Use your contribution history to maximize your SSS pension
Most guides stop at “here’s how to view the table.” The table is also a planning tool. Every MSC you’ve ever declared feeds directly into your Average Monthly Salary Credit (AMSC), which is the single biggest factor in the SSS pension formula. A higher AMSC means a larger monthly pension at retirement.
The what-if: ₱15,000 vs ₱25,000 MSC
Here’s a scenario I walk through with readers who pay voluntary contributions. It’s also exactly my situation as an OFW. Say you’re 40 years old with 10 years already posted and 20 more years of contributions ahead. You retire with 30 total Credited Years of Service (CYS).
SSS uses this formula: ₱300 + (20% × AMSC) + (2% × AMSC × (CYS − 10))
| Option | Monthly MSC | Monthly contribution (15%) | Estimated monthly pension |
|---|---|---|---|
| Low | ₱15,000 | ₱2,250 | ₱9,300 |
| High | ₱25,000 | ₱3,750 | ₱15,300 |
The difference is ₱6,000 more every month for the rest of your retirement life. Over 20 years, that’s more than ₱1.4 million in additional income. The extra cost is only ₱1,500 more per month.
Open your SE/VM tab right now. If your MSC column shows ₱15,000 or lower, you’re locking in a smaller pension each month you don’t adjust it. Changing your declared MSC takes about two minutes the next time you generate a PRN. Run your own numbers using the SSS retirement pension calculator.
If you’re weighing SSS voluntary contributions against other programs, the SSS Pension Booster vs. Pag-IBIG MP2 comparison breaks down which works best depending on your goals and timeline.
Checking your contributions takes five minutes. Fixing a problem you ignored for six months takes weeks. Set a reminder to log in every payday and confirm the previous month posted correctly. For more step-by-step guides on SSS loans, benefits, and pension planning, browse the complete SSS guide collection on WisePH.
Frequently asked questions about checking SSS contributions
How long does it take for SSS contributions to post on My.SSS?
For employed members, contributions post within 3 to 7 working days after the employer remits, which can happen as late as the end of the following month.
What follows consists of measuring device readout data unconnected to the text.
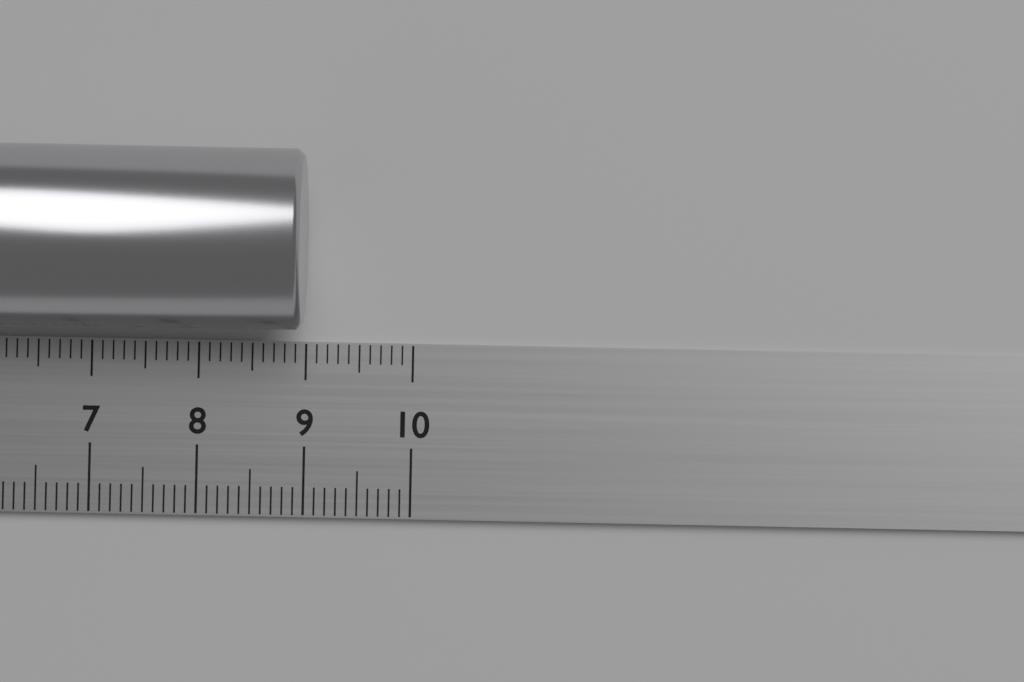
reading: 9.0 cm
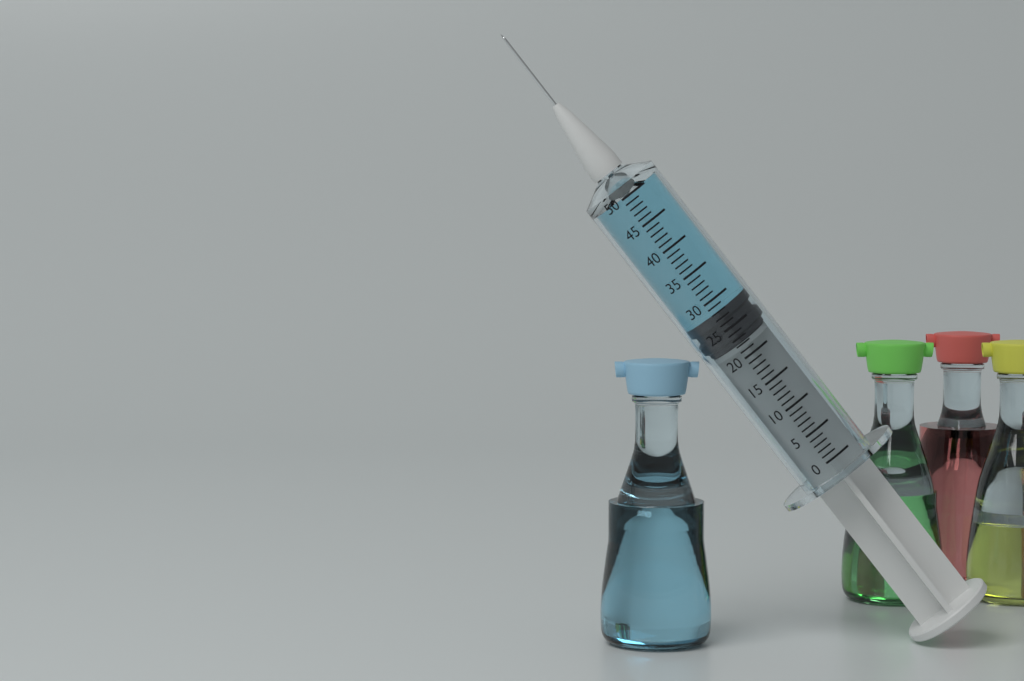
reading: 28 (no unit)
For SE/VM members paying via PRN, most post within minutes to 24 hours. Allow up to 48 hours during peak periods.
Why is my recent month showing “Not Posted” on My.SSS?
“Not Posted” means SSS has not yet received or credited the payment. For employed members, your employer likely has not remitted yet. Wait until the 15th of the following month. If it’s still blank, screenshot your payslip and My.SSS table, then contact HR in writing.
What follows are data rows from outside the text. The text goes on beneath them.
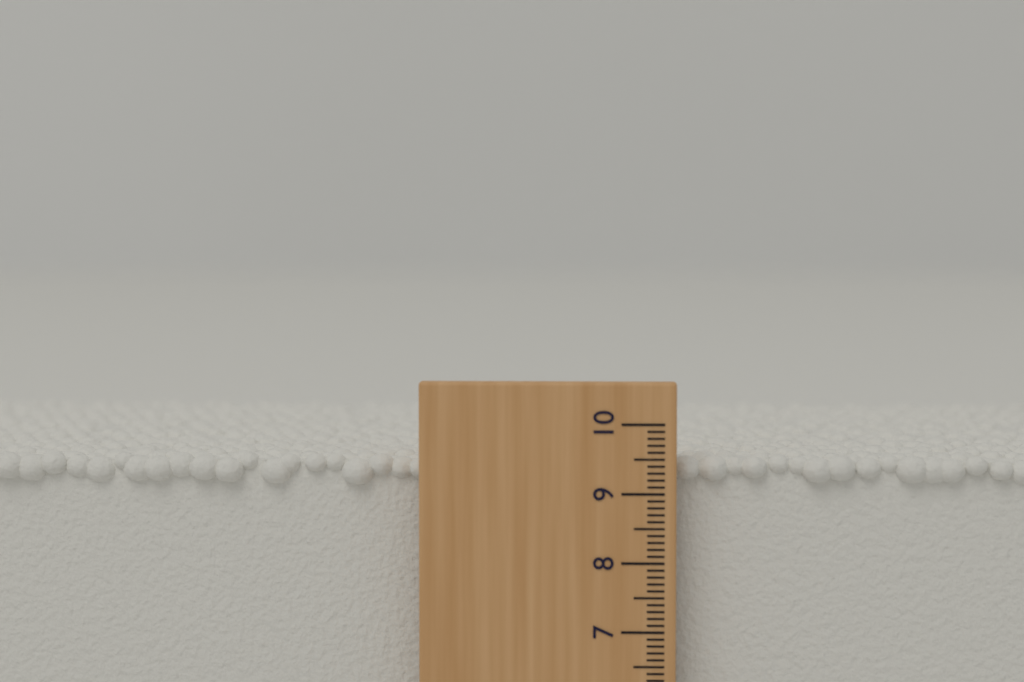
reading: 9.5 (no unit)
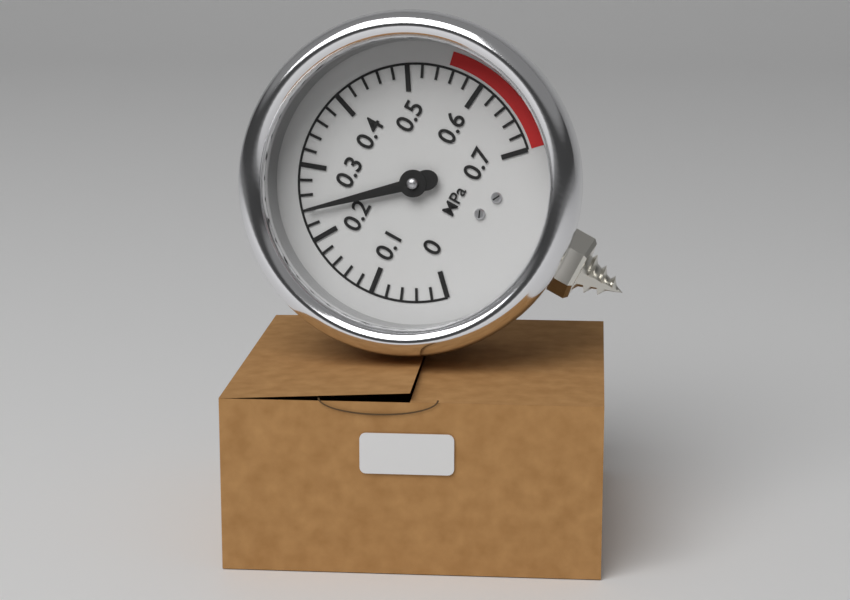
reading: 0.24 MPa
Can I check my SSS contributions without a My.SSS account?
No. Contribution history requires a My.SSS login. If you have not registered, go to sss.gov.ph and create an account. It takes about 10 minutes. Already registered but forgot your credentials? Use the My.SSS password reset option on the same portal.
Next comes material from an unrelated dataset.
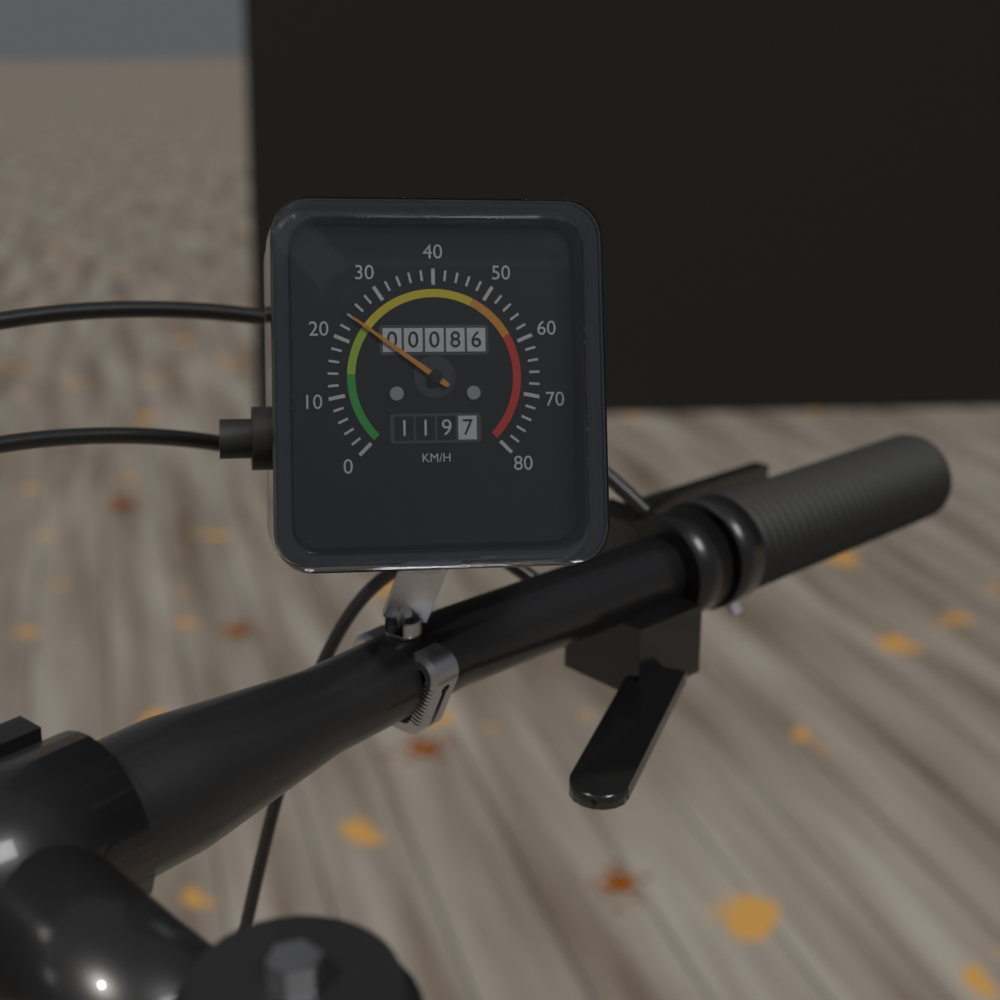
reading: 24 km/h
What if I’m self-employed and forgot to pay SSS for one month?
That month stays blank permanently. SSS does not allow retroactive voluntary payments. The missed month lowers your Average Monthly Salary Credit, which reduces your future pension. Going forward, pay each month without gaps to protect your benefit eligibility and retirement income.
Can my employer find out I filed a complaint through uSSSap Tayo?
SSS handles complaints confidentially inside the portal. However, when SSS sends a formal demand letter to your employer, they will know a report was filed. This is intentional and part of the enforcement process under RA 11199. Filing is legal, protected, and the right step to take.